Stored records:
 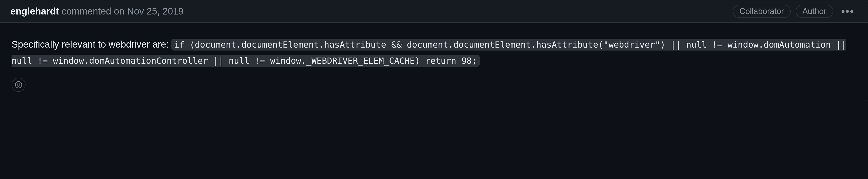 I want to click on comment-header: englehardt commented on Nov 25, 2019 Col…, so click(x=434, y=11).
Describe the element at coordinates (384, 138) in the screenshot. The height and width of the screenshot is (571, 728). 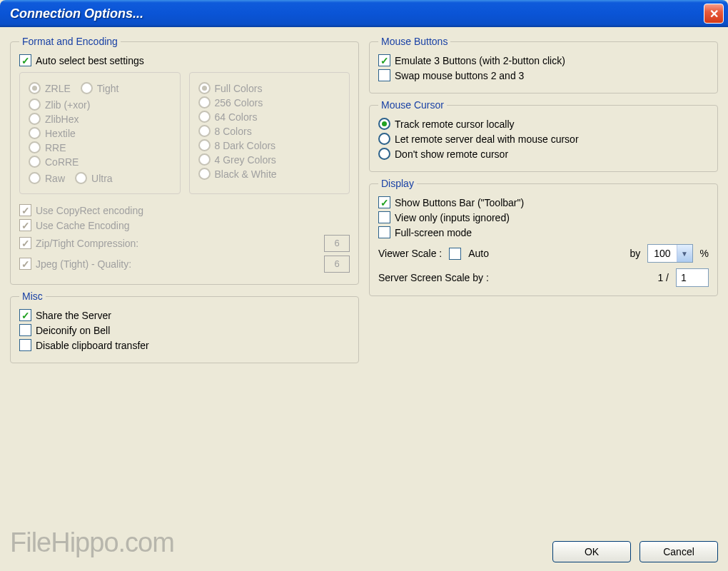
I see `remote-radio` at that location.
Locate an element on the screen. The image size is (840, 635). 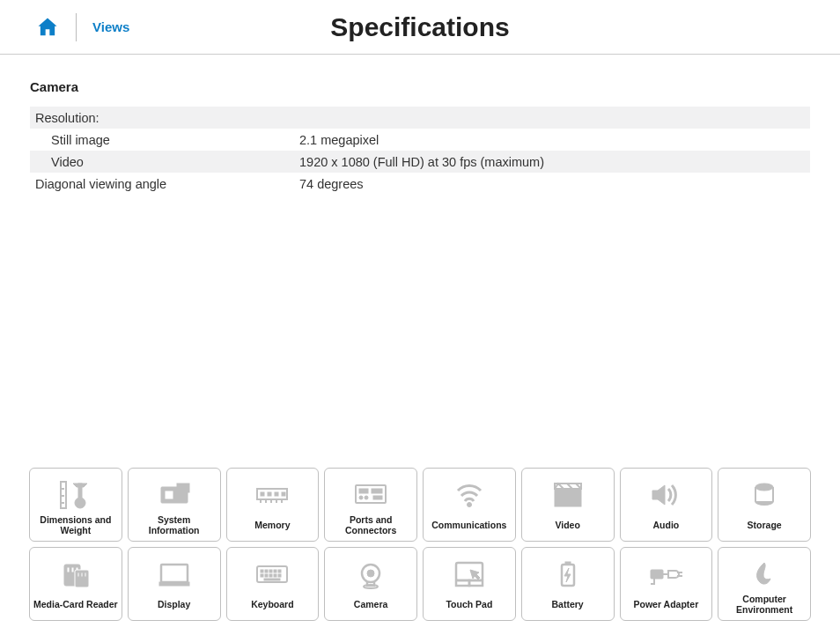
nav-audio: Audio is located at coordinates (667, 505).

> _PROMPT_: What the answer needs is every line from the one containing "Locate an element" through the final line of the data above, copied exactly, without pictures.

> _WORKED SOLUTION_:
Locate an element on the screen. The image size is (840, 635). 
nav-audio: Audio is located at coordinates (667, 505).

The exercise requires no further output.